‘The trees are coming into leaf / Like something almost being said.’ This fragment from Philip Larkin’s poem The Trees comes to mind continually when spending time with Morten Skrøder Lund’s paintings. Is it that the paintings themselves seem to teeter just on the verge of articulation – almost describing something, then backing away just at the point of making that thing clear – or is it, perhaps, that the fragment itself, the dislocated component, feels like the best way to talk about the paintings? A bit of both, probably, but the poet’s emphasis on the present participle – coming into – stills the appearance of the leaves in the head of the reader just before their moment of revelation. Just before, in other words, they can be named. Skrøder Lund’s paintings similarly hold still at the cusp of language. Marks of the brush, in his paintings, are always almost something. They are thoughts about things just before they harden into words. No wonder they seem composed of patches of nebulous, shifting colour. No wonder imagery appears only ever as partial glimpses on the brink of dissolution.
Nothing in the exhibition is titled, but the exhibition itself is titled ome, a piece of a word from a line in a poem written by Skrøder Lund that he gradually whittled down from seven words into a single syllable. Home, some, dome, come, Rome: in the mind of the reader, the word completes itself (the leaves actually coming into leaf, actually being said), but we circle back, always, to that mysteriously truncated piece of language, disobeying the drive to resolution. So, too, for the paintings themselves. In this one – let’s imagine we’re looking at the same one, even though we might not be; that consistent lack of titling invites us to see all of the paintings as somehow one and the same – colour is built up in patches of like tones (olive green, sky blue, pale plum, grey-green) that jostle alongside each other in dense configurations of brushstrokes, never quite agreeing to settle. As in Philip Guston’s tentative first steps out of the ether of abstraction, the marks of the brush read as something solid slowly coming to the surface. When readable imagery does appear – here, in the face and arms of a male nude, broken into tones of grey and warning-light orange – it continually threatens not to remain what it appears to be, as though quite prepared to return to its surrounding patchwork of gnarled paint. Figuration notwithstanding, no part of the painting claims precedence: everything is equally, assertively there. Rather than hovering between the false poles of figuration and abstraction, Skrøder Lund’s paintings rightly refuse to recognise the distinction. A painting, made of the stuff of the same material world with which the body is made, cannot help but bring an absent human body into near-visibility. Cannot help, too, but abstract the visible. It’s both. Move on.
Ten years or so pass by, and Skrøder Lund unearths a photograph on his laptop: something personal, perhaps forgotten, jolted back into the present. (This is how digitised photographic archives mimic the vagaries of human memory, and how Skrøder Lund’s paintings are most evidently products of their moment). Painting from the photograph might make the photograph more interesting, the artist said to me over a Skype video call that, crumbling into pixels on my laptop screen, kept trying to turn itself into one of his paintings. The fact that the source photograph itself might lack immediate appeal begs the obvious question of choice (why this one and not another?), until you see the paintings themselves, which seem to restate the question: yes, why this one? For instance: a red-haired girl in a blue dress lies amid a field of squiggled marks, like Ophelia floating dead down the river. Colour runs through a reduced spectrum redolent at once of botanical and bodily life, heated by a pulse of deep blues and warm reds, and sits in dense, squirming masses across the surface. In form, no shape in the painting retains solidity for long: it swims away from an eye seeking definition, like a floater on the retina, or a face from the past that suddenly tears at the heart. Skrøder Lund’s paintings, perhaps by virtue of their origins in buried personal history, work against the failings of memory, rage against them, even. See how painted matter, richly worked with a dragged touch, like a face being washed, implies a remembering body, repositioning memory as something felt on the skin. If there’s an oscillation in Skrøder Lund’s work, then, it’s between this dense bodily presence of the marks made and the absence of a language with which to describe them. Something is almost being said, but first, and always, it’s being felt.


> **What is being asked**:
Please copy every line of the records below that holds the word "number".

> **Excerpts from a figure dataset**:
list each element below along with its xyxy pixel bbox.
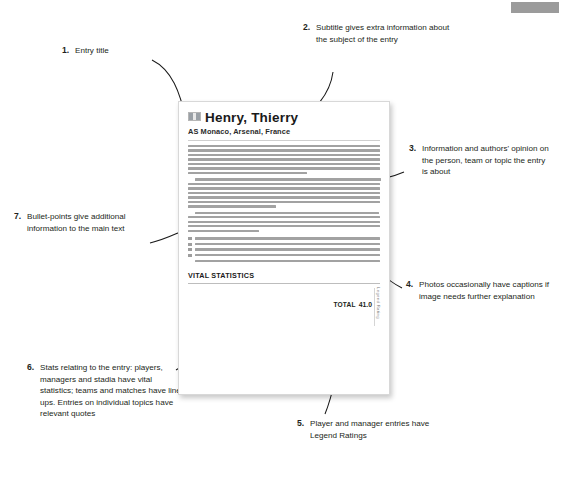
entry-body [188, 145, 380, 232]
annotation-3-number: 3. [409, 143, 422, 178]
bullet-item [188, 243, 380, 246]
vital-statistics-heading: VITAL STATISTICS [188, 271, 380, 280]
legend-total-value: 41.0 [359, 301, 372, 308]
annotation-2-number: 2. [303, 22, 316, 45]
vital-statistics: TOTAL 41.0 Legend Rating [188, 288, 380, 308]
entry-subtitle: AS Monaco, Arsenal, France [188, 127, 380, 136]
body-paragraph [188, 178, 380, 207]
annotation-7-text: Bullet-points give additional informatio… [27, 211, 156, 234]
bullet-marker-icon [188, 237, 192, 240]
bullet-marker-icon [188, 248, 192, 251]
annotation-4: 4. Photos occasionally have captions if … [406, 279, 554, 302]
annotation-3: 3. Information and authors' opinion on t… [409, 143, 549, 178]
annotation-2: 2. Subtitle gives extra information abou… [303, 22, 453, 45]
bullet-marker-icon [188, 254, 192, 257]
entry-title: Henry, Thierry [205, 110, 298, 125]
legend-total: TOTAL 41.0 [310, 301, 372, 308]
legend-ratings: TOTAL 41.0 Legend Rating [310, 288, 380, 308]
bullet-item [188, 259, 380, 262]
vital-statistics-divider [188, 283, 380, 284]
annotation-6-number: 6. [27, 362, 40, 420]
body-paragraph [188, 145, 380, 174]
monaco-flag-icon [188, 112, 201, 121]
annotation-5: 5. Player and manager entries have Legen… [297, 418, 457, 441]
bullet-item [188, 248, 380, 251]
entry-header: Henry, Thierry [188, 110, 380, 125]
bullet-item [188, 237, 380, 240]
bullet-points [188, 237, 380, 262]
annotation-7-number: 7. [14, 211, 27, 234]
annotation-7: 7. Bullet-points give additional informa… [14, 211, 156, 234]
annotation-5-text: Player and manager entries have Legend R… [310, 418, 457, 441]
body-paragraph [188, 212, 380, 232]
vital-statistics-rows [188, 288, 304, 308]
annotation-5-number: 5. [297, 418, 310, 441]
entry-page: Henry, Thierry AS Monaco, Arsenal, Franc… [178, 101, 390, 395]
legend-total-label: TOTAL [333, 301, 355, 308]
annotation-6: 6. Stats relating to the entry: players,… [27, 362, 187, 420]
annotation-2-text: Subtitle gives extra information about t… [316, 22, 453, 45]
annotated-page: 1. Entry title 2. Subtitle gives extra i… [0, 0, 569, 477]
legend-rating-vertical-label: Legend Rating [374, 287, 381, 327]
annotation-1-number: 1. [62, 45, 75, 57]
annotation-6-text: Stats relating to the entry: players, ma… [40, 362, 187, 420]
annotation-1: 1. Entry title [62, 45, 192, 57]
annotation-1-text: Entry title [75, 45, 192, 57]
bullet-marker-icon [188, 243, 192, 246]
top-right-tab [511, 2, 559, 13]
annotation-4-text: Photos occasionally have captions if ima… [419, 279, 554, 302]
annotation-4-number: 4. [406, 279, 419, 302]
bullet-item [188, 254, 380, 257]
annotation-3-text: Information and authors' opinion on the … [422, 143, 549, 178]
header-divider [188, 140, 380, 141]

> **Answer section**:
annotation-3-number: 3. [409, 143, 422, 178]
annotation-2-number: 2. [303, 22, 316, 45]
annotation-6-number: 6. [27, 362, 40, 420]
annotation-7-number: 7. [14, 211, 27, 234]
annotation-5-number: 5. [297, 418, 310, 441]
annotation-1-number: 1. [62, 45, 75, 57]
annotation-4-number: 4. [406, 279, 419, 302]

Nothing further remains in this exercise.